The title just released in theaters is Power games, signed by the Danish director Per Fly and starring Theo James, Ben Kingsley and Jacqueline Bisset. Not to be confused with the previous 1992 title directed by Phillip Noyce with Harrison Ford and inspired by a novel by Tom Clancy, Attack on the Court of England. In this case, we are talking about a real event, which took place starting in 1995, when the United Nations voted a resolution with which they wanted to support the Iraqi people suffering after the sanctions applied against Saddam Hussein, accused of wanting to prepare weapons of destruction of mass (although never found). The film tells the autobiography of a young UN official who is assigned to the program Oil for food, a project endowed with significant funds intended primarily for basic necessities and services for the population and which instead will prove to be a gigantic source of corruption and malfeasance where numerous multinational companies and as many big names were involved.

The film revolves around the existential as well as professional crisis of the young protagonist when he comes into direct contact with the "truth" of politics, diplomacy, economic interests that dominate and flood everything, going beyond civil rights and people's dignity. Michael doesn't lend himself to the hard and dirty game that his boss, a very powerful director and skilled diplomat, the always phenomenal Sir Ben Kingsley, plots, to which he opposes to the point of breaking the bond that had led him to success and have him indicted. “The first rule in democracy is that reality must not be based on facts, but on general consensus” declares Pasha and makes this concept an unshakable dogma, and on this altar he sacrifices every ethical and moral sense where, in fact, even the truth is overwhelmed and used at will.

The film is affected by an international political climate, unfortunately, distant in time and space from those events.
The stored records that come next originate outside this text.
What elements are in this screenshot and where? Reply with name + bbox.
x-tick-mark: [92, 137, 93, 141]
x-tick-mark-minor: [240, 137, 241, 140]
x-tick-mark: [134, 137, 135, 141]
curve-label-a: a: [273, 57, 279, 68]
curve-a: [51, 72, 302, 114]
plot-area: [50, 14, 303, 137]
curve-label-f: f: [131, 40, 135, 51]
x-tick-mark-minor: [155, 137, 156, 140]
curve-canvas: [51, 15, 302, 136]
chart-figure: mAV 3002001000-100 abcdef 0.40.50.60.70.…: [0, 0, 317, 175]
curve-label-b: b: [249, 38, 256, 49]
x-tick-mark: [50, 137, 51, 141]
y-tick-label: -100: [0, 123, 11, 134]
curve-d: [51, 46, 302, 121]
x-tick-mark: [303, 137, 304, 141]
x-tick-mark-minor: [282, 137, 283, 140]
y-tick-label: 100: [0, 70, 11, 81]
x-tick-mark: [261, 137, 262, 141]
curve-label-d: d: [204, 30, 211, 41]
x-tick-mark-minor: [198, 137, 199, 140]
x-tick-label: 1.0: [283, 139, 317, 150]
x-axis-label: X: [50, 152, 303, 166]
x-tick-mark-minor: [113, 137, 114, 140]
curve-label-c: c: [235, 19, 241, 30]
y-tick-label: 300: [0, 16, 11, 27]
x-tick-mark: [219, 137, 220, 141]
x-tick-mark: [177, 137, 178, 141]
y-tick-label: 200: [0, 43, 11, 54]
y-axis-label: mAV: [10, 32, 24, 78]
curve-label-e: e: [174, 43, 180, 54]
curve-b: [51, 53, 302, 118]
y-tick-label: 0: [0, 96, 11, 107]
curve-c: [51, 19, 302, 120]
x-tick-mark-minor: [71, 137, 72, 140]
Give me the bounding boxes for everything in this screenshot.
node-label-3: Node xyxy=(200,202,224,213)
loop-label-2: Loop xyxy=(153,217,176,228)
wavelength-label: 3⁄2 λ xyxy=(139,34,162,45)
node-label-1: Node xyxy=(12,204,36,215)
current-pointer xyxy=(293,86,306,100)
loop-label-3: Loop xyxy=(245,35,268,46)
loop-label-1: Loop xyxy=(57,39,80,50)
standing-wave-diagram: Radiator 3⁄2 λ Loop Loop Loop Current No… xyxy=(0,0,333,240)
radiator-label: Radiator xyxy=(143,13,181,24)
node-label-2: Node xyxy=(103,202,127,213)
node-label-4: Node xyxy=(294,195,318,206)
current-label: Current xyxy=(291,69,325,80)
We forget quite easily the atrocities that have taken place in recent years with wars that have devastated entire regions of the world, especially in the Middle East, without then having known, wanted or been able to create a credible alternative. From a strictly technical point of view, the film holds up to its times and rhythms in its specific narrative context: it's not a thriller and the killer's capture is not expected. It keeps what it promises: it does justice to a type of cinema that is somewhat lacking in our parts. It is, in some respects, that "cinema verité" as understood by the French sociologist Edgar Morin in the 60s, where the seventh art is required to "... make a cinema of total authenticity, as true as a documentary but with the content of a novelistic film, that is, with the content of subjective life”. Furthermore, he lays bare one of the great difficulties faced by information: making healthy investigative journalism that does not look at anyone, does not give discounts to the institutions or the powerful on duty. If only for this, Power games it deserves to be seen.